Access The Gap In The Hedge: Dispatches From The Extraordinary World Of British Gardening Edited By Charles Elliott Shown In Version

on The Gap in the Hedge: Dispatches from the Extraordinary World of British Gardening

Gap in the Hedge explores British gardening past and present, as well as some of the odder byways into which a love of plants and gardens has led us.
There are accounts of such great planthunters as Reginald Farrer and
Access The Gap In The Hedge: Dispatches From The Extraordinary World Of British Gardening Edited By Charles Elliott Shown In Version
Joseph Rock, master gardeners like Ellen Willmott and Canon Ellacombe, and the undeservedly obscure scientist Jagadis Chunder Bose, whose improbable specialty was research into the emotions of plants.
Here too are essays on the difference between gardening and groundskeeping, topiary, mistletoe, orchids, waterlilies, the history of hoses, and much more.
Altogether, The Gap in the Hedge is a rich and vastly amusing assembly destined to please anyone interested in Britain, in gardening, or simply in human nature at its least commonplace.
Also picked this up at the book sale today, Looks like fun. A bit further down in the pile,
Grabbed this and read it for fun a couple of weeks ago, It was ok, but not great, Sold it at the used book shop last week, Not a keeper. "Here is a fresh crop of Charles Elliott's pungent, funny, and thoroughly unpredictable essays from the heartland of horticultural fanaticism, Great Britain.
Ranging from deeply felt reflections on stinging nettles and giant hogweed to an examination of the English gardener's obsession with privacy, these essays demonstrate once again why Elliott's columns have so delighted readers of Horticulture magazine along with many others without a trowel to their name.
Like his first collection, The Transplanted Gardener, . . The Gap in the Hedge explores British gardening past and present, as well as some of the odder byways into which a love of plants and gardens has led us.
There are accounts of such great planthunters as Reginald Farrer and Joseph Rock, master gardeners like Ellen Willmott and Canon Ellacombe, and the undeservedly obscure scientist Jagadis Chunder Bose, whose improbable specialty was research into the emotions of plants.
Here too are essays on the difference between gardening and groundskeeping, topiary, mistletoe, orchids, waterlilies, the history of hoses, and much more.
Altogether, The Gap in the Hedge is a rich and vastly amusing assembly destined to please anyone interested in Britain, in gardening, or simply in human nature at its least commonplace.
"
front flap

It certainly is all those things "pungent, funny, and thoroughly unpredictable" and more, but these essays didn't grab my undivided attention.
In trying to sort out why they didn't, all I could come up with is that I don't know as much about British gardening as I needed to to enjoy this book.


> _ACTIVITY_
Please, starting at the line that contains "give me the", reproduce every line exactly until the records run out, skipping all pictures.

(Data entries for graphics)
--------------------------------

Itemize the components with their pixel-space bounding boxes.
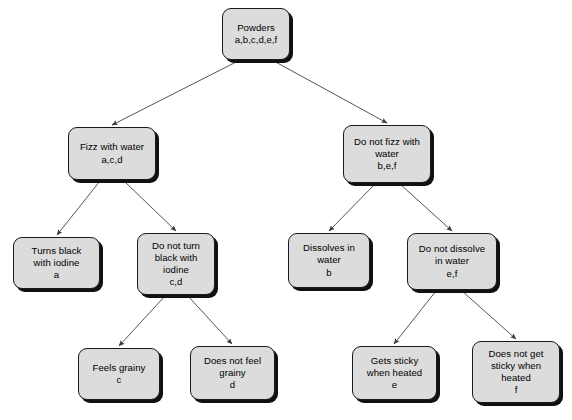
node-label: Turns black with iodine a: [29, 245, 85, 282]
diagram-canvas: Powders a,b,c,d,e,f Fizz with water a,c,…: [0, 0, 572, 420]
node-does-not-feel-grainy[interactable]: Does not feel grainy d: [190, 346, 275, 400]
node-label: Feels grainy c: [90, 362, 149, 386]
node-label: Do not turn black with iodine c,d: [149, 240, 203, 289]
node-dissolves-in-water[interactable]: Dissolves in water b: [288, 233, 370, 288]
node-fizz-with-water[interactable]: Fizz with water a,c,d: [68, 127, 156, 180]
node-gets-sticky-when-heated[interactable]: Gets sticky when heated e: [352, 346, 437, 400]
node-do-not-turn-black-with-iodine[interactable]: Do not turn black with iodine c,d: [137, 233, 215, 295]
node-label: Fizz with water a,c,d: [77, 141, 147, 165]
node-powders[interactable]: Powders a,b,c,d,e,f: [222, 8, 290, 60]
edge-nodissolve-to-nosticky: [462, 291, 516, 339]
edge-root-to-nofizz: [272, 60, 387, 123]
node-label: Does not feel grainy d: [201, 355, 264, 392]
edge-nofizz-to-dissolve: [329, 184, 375, 231]
edge-noblack-to-grainy: [119, 296, 165, 346]
edge-root-to-fizz: [112, 60, 240, 125]
node-do-not-fizz-with-water[interactable]: Do not fizz with water b,e,f: [343, 125, 431, 183]
edge-fizz-to-black: [57, 181, 100, 235]
edge-fizz-to-noblack: [124, 181, 176, 231]
node-label: Gets sticky when heated e: [364, 355, 426, 392]
node-turns-black-with-iodine[interactable]: Turns black with iodine a: [13, 237, 100, 289]
node-feels-grainy[interactable]: Feels grainy c: [78, 348, 160, 400]
node-label: Powders a,b,c,d,e,f: [232, 22, 281, 46]
node-label: Do not fizz with water b,e,f: [351, 136, 423, 173]
node-does-not-get-sticky-when-heated[interactable]: Does not get sticky when heated f: [472, 341, 560, 403]
node-do-not-dissolve-in-water[interactable]: Do not dissolve in water e,f: [407, 233, 497, 290]
edge-nofizz-to-nodissolve: [400, 184, 452, 231]
node-label: Do not dissolve in water e,f: [416, 243, 488, 280]
node-label: Dissolves in water b: [300, 242, 358, 279]
edge-nodissolve-to-sticky: [394, 291, 436, 344]
node-label: Does not get sticky when heated f: [485, 348, 546, 397]
edge-noblack-to-nograiny: [188, 296, 232, 344]
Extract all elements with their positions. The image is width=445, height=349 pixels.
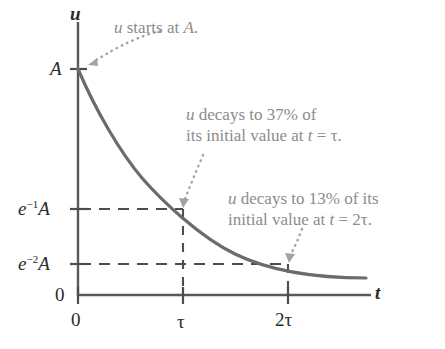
arrow-note-tau-leader xyxy=(185,155,203,199)
decay-curve xyxy=(78,69,366,278)
annotation-line: initial value at t = 2τ. xyxy=(228,209,379,230)
y-tick-label-e1A: e−1A xyxy=(18,199,50,218)
annotation-line: u starts at A. xyxy=(114,17,198,38)
annotation-u-starts-at-a: u starts at A. xyxy=(114,17,198,38)
arrow-note-tau-head xyxy=(179,198,189,208)
annotation-line: its initial value at t = τ. xyxy=(186,125,342,146)
exponential-decay-figure: u t A e−1A e−2A 0 0 τ 2τ u starts at A. … xyxy=(0,0,445,349)
annotation-line: u decays to 37% of xyxy=(186,104,342,125)
y-tick-label-zero: 0 xyxy=(55,285,65,304)
annotation-13-percent: u decays to 13% of its initial value at … xyxy=(228,188,379,231)
x-tick-label-2tau: 2τ xyxy=(275,310,292,329)
x-axis-label: t xyxy=(375,283,380,302)
y-axis-label: u xyxy=(70,4,81,23)
y-tick-label-A: A xyxy=(50,59,62,78)
arrow-note-2tau-head xyxy=(285,253,295,263)
x-tick-label-tau: τ xyxy=(177,312,185,331)
y-tick-label-e2A: e−2A xyxy=(18,254,50,273)
annotation-37-percent: u decays to 37% of its initial value at … xyxy=(186,104,342,147)
arrow-note-2tau-leader xyxy=(291,229,302,254)
x-tick-label-zero: 0 xyxy=(71,310,81,329)
annotation-line: u decays to 13% of its xyxy=(228,188,379,209)
arrow-note-start-head xyxy=(88,58,98,66)
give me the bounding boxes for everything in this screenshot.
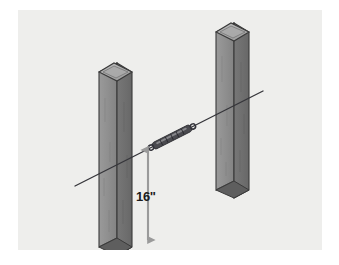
scene-illustration (18, 10, 322, 250)
right-post-dark-face (234, 23, 249, 198)
left-post-dark-face (117, 63, 132, 250)
left-post-light-face (99, 63, 117, 247)
left-post (99, 63, 132, 250)
dimension-label: 16" (136, 190, 156, 203)
figure-root: 16" (0, 0, 339, 265)
right-post (216, 23, 249, 198)
illustration-panel: 16" (18, 10, 322, 250)
line-tensioner-icon (147, 122, 197, 152)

--------------------------------

> _COMPLETED EXERCISE_
give me the bounding boxes for everything in this screenshot.
scene-illustration (18, 10, 322, 250)
right-post-dark-face (234, 23, 249, 198)
left-post-dark-face (117, 63, 132, 250)
left-post-light-face (99, 63, 117, 247)
left-post (99, 63, 132, 250)
dimension-label: 16" (136, 190, 156, 203)
figure-root: 16" (0, 0, 339, 265)
right-post (216, 23, 249, 198)
illustration-panel: 16" (18, 10, 322, 250)
line-tensioner-icon (147, 122, 197, 152)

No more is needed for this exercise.